Customer approval commonly refers to formal confirmation from a customer that a product, service, document, or change meets agreed requirements before it is released, used, or implemented. In regulated and industrial manufacturing environments, it is a controlled step in which the customer reviews specified outputs and provides documented acceptance.
What customer approval typically includes
Customer approval usually involves one or more of the following:
- Approval of engineering drawings, specifications, or models before production
- Approval of first article inspection (FAI) reports, sample parts, or prototypes
- Approval of quality plans, control plans, or inspection strategies
- Approval of process changes, deviations, or concessions affecting fit, form, or function
- Approval of key documents such as work instructions, test methods, or certificates when required by contract
The approval is typically recorded via signatures (wet or electronic), workflow statuses in QMS/MES/PLM/ERP systems, or acknowledgements in customer portals.
Operational meaning in manufacturing
In day-to-day operations, customer approval is often a defined step in:
- New product introduction (NPI): Customers may approve design outputs, FAIs, or process capability data before recurring production.
- Change control: Engineering changes, material substitutions, or process modifications may require customer approval when they affect contractual or regulatory requirements.
- Nonconformance handling: Deviations, concessions, or waivers for parts outside specification may be sent to the customer for disposition and formal approval.
- Document control: Certain documents are not released to production or shipment until customer-approval status is recorded in the document-control or PLM system.
Manufacturers typically define when customer approval is required in contracts, purchase orders, quality agreements, or customer-specific procedures, and then mirror these rules in their internal workflows and system configurations.
Evidence and traceability
Because customer approval can be critical for compliance and audit trails, organizations commonly:
- Store signed documents, emails, or portal confirmations as controlled records
- Link approval records to specific part numbers, revisions, work orders, or lots
- Capture approval dates, responsible individuals, and any conditions or limitations
- Make approval status visible to planning, purchasing, and shop-floor systems to prevent unapproved release
Common confusion
- Customer approval vs. internal approval: Internal approvals (by engineering, quality, or management) are within the manufacturer. Customer approval involves the external customer and is driven by contractual or regulatory requirements.
- Customer approval vs. customer satisfaction: Approval is a discrete, documented decision on a defined item (for example, a drawing or FAI). Customer satisfaction is a broader perception of performance over time.
- Customer approval vs. regulatory approval: Customer approval comes from the buying organization. Regulatory approval comes from authorities or notified bodies and follows separate processes.
Relationship to quality and compliance
Customer approval is closely tied to quality management and traceability. It supports:
- Clear evidence that contractual and technical requirements were reviewed and accepted
- Control of changes that could affect safety, performance, or compliance
- Alignment between customer requirements and internal process controls captured in MES, QMS, PLM, and ERP systems
While practices vary by sector and customer, treating customer approval as a controlled, traceable step helps ensure that production and delivery only proceed under conditions that the customer has explicitly accepted.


▸ **What you have to do**: Each record below needs to be written out exactly as it appears.

▸ **Material for the task**:

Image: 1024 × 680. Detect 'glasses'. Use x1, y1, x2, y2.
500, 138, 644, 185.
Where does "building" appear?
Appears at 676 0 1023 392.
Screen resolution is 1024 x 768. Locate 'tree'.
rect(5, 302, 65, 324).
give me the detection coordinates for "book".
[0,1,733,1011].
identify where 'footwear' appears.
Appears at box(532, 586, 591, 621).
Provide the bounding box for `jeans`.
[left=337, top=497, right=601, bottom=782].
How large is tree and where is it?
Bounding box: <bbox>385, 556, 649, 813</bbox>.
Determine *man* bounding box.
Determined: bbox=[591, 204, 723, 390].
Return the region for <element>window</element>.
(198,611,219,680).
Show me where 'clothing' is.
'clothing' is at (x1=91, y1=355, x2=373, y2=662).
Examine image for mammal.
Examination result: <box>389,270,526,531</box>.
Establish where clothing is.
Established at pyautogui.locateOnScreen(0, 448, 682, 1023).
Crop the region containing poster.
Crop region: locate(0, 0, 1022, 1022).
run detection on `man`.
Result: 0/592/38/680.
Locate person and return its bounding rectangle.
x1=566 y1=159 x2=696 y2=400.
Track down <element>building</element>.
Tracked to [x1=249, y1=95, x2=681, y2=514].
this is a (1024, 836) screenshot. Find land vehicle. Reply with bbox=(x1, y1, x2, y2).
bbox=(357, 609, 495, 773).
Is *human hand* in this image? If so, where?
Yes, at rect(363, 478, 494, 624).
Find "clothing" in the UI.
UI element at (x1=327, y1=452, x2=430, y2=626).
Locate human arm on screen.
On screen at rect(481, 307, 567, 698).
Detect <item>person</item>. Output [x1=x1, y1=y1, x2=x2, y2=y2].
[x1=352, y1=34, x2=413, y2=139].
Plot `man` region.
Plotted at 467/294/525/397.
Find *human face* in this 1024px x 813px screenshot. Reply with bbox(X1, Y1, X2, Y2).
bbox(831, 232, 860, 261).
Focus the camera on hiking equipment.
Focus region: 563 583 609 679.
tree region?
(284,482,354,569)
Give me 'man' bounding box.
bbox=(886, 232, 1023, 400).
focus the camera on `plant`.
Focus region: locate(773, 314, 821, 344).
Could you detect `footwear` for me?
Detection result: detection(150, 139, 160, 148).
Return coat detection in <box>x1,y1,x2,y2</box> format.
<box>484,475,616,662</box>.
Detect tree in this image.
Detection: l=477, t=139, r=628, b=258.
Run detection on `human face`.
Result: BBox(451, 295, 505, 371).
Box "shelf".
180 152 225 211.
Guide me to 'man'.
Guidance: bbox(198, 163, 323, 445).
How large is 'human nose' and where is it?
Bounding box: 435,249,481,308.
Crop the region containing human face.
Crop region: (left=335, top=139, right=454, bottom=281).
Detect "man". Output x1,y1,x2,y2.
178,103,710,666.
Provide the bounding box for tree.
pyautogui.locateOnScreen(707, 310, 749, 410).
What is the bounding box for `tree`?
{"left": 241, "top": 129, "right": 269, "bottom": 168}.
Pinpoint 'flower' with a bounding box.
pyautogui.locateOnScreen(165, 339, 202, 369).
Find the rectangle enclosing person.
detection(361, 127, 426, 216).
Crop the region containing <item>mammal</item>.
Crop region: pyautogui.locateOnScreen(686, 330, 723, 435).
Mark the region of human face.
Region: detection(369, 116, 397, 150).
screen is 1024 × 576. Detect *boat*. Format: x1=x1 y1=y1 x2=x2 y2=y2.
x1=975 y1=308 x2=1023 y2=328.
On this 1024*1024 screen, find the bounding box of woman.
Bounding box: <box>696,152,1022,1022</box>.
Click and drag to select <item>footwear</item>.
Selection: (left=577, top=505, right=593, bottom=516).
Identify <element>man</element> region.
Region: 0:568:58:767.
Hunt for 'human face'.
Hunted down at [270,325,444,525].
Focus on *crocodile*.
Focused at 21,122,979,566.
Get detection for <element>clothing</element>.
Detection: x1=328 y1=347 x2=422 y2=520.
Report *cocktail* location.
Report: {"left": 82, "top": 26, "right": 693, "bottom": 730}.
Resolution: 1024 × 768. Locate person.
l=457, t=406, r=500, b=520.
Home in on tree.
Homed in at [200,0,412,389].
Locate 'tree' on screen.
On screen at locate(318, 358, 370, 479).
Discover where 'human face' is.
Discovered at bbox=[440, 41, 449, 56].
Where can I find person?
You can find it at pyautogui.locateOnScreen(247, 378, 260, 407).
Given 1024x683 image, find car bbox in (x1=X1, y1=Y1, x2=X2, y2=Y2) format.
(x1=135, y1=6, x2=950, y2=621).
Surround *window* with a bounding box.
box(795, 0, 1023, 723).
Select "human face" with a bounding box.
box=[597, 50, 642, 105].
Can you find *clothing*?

▸ **Task result**:
Image: 1024 × 680. Detect 'glasses'. Use x1, y1, x2, y2.
500, 138, 644, 185.
Where does "building" appear?
Appears at 676 0 1023 392.
Screen resolution is 1024 x 768. Locate 'tree'.
rect(5, 302, 65, 324).
give me the detection coordinates for "book".
[0,1,733,1011].
identify where 'footwear' appears.
Appears at box(532, 586, 591, 621).
Provide the bounding box for `jeans`.
[left=337, top=497, right=601, bottom=782].
How large is tree and where is it?
Bounding box: <bbox>385, 556, 649, 813</bbox>.
Determine *man* bounding box.
Determined: bbox=[591, 204, 723, 390].
Return the region for <element>window</element>.
(198,611,219,680).
Show me where 'clothing' is.
'clothing' is at (x1=91, y1=355, x2=373, y2=662).
Examine image for mammal.
Examination result: <box>389,270,526,531</box>.
Establish where clothing is.
Established at pyautogui.locateOnScreen(0, 448, 682, 1023).
Crop the region containing poster.
Crop region: locate(0, 0, 1022, 1022).
run detection on `man`.
Result: 0/592/38/680.
Locate person and return its bounding rectangle.
x1=566 y1=159 x2=696 y2=400.
Track down <element>building</element>.
Tracked to [x1=249, y1=95, x2=681, y2=514].
this is a (1024, 836) screenshot. Find land vehicle. Reply with bbox=(x1, y1, x2, y2).
bbox=(357, 609, 495, 773).
Is *human hand* in this image? If so, where?
Yes, at rect(363, 478, 494, 624).
Find "clothing" in the UI.
UI element at (x1=327, y1=452, x2=430, y2=626).
Locate human arm on screen.
On screen at rect(481, 307, 567, 698).
Detect <item>person</item>. Output [x1=x1, y1=y1, x2=x2, y2=y2].
[x1=352, y1=34, x2=413, y2=139].
Plot `man` region.
Plotted at 467/294/525/397.
Find *human face* in this 1024px x 813px screenshot. Reply with bbox(X1, Y1, X2, Y2).
bbox(831, 232, 860, 261).
Focus the camera on hiking equipment.
Focus region: 563 583 609 679.
tree region?
(284,482,354,569)
Give me 'man' bounding box.
bbox=(886, 232, 1023, 400).
focus the camera on `plant`.
Focus region: locate(773, 314, 821, 344).
Could you detect `footwear` for me?
Detection result: detection(150, 139, 160, 148).
Return coat detection in <box>x1,y1,x2,y2</box> format.
<box>484,475,616,662</box>.
Detect tree in this image.
Detection: l=477, t=139, r=628, b=258.
Run detection on `human face`.
Result: BBox(451, 295, 505, 371).
Box "shelf".
180 152 225 211.
Guide me to 'man'.
Guidance: bbox(198, 163, 323, 445).
How large is 'human nose' and where is it?
Bounding box: 435,249,481,308.
Crop the region containing human face.
Crop region: (left=335, top=139, right=454, bottom=281).
Detect "man". Output x1,y1,x2,y2.
178,103,710,666.
Provide the bounding box for tree.
pyautogui.locateOnScreen(707, 310, 749, 410).
What is the bounding box for `tree`?
{"left": 241, "top": 129, "right": 269, "bottom": 168}.
Pinpoint 'flower' with a bounding box.
pyautogui.locateOnScreen(165, 339, 202, 369).
Find the rectangle enclosing person.
detection(361, 127, 426, 216).
Crop the region containing <item>mammal</item>.
Crop region: pyautogui.locateOnScreen(686, 330, 723, 435).
Mark the region of human face.
Region: detection(369, 116, 397, 150).
screen is 1024 × 576. Detect *boat*. Format: x1=x1 y1=y1 x2=x2 y2=y2.
x1=975 y1=308 x2=1023 y2=328.
On this 1024*1024 screen, find the bounding box of woman.
Bounding box: <box>696,152,1022,1022</box>.
Click and drag to select <item>footwear</item>.
Selection: (left=577, top=505, right=593, bottom=516).
Identify <element>man</element> region.
Region: 0:568:58:767.
Hunt for 'human face'.
Hunted down at [270,325,444,525].
Focus on *crocodile*.
Focused at 21,122,979,566.
Get detection for <element>clothing</element>.
Detection: x1=328 y1=347 x2=422 y2=520.
Report *cocktail* location.
Report: {"left": 82, "top": 26, "right": 693, "bottom": 730}.
Resolution: 1024 × 768. Locate person.
l=457, t=406, r=500, b=520.
Home in on tree.
Homed in at [200,0,412,389].
Locate 'tree' on screen.
On screen at locate(318, 358, 370, 479).
Discover where 'human face' is.
Discovered at bbox=[440, 41, 449, 56].
Where can I find person?
You can find it at pyautogui.locateOnScreen(247, 378, 260, 407).
Given 1024x683 image, find car bbox in (x1=X1, y1=Y1, x2=X2, y2=Y2) format.
(x1=135, y1=6, x2=950, y2=621).
Surround *window* with a bounding box.
box(795, 0, 1023, 723).
Select "human face" with a bounding box.
box=[597, 50, 642, 105].
Can you find *clothing*?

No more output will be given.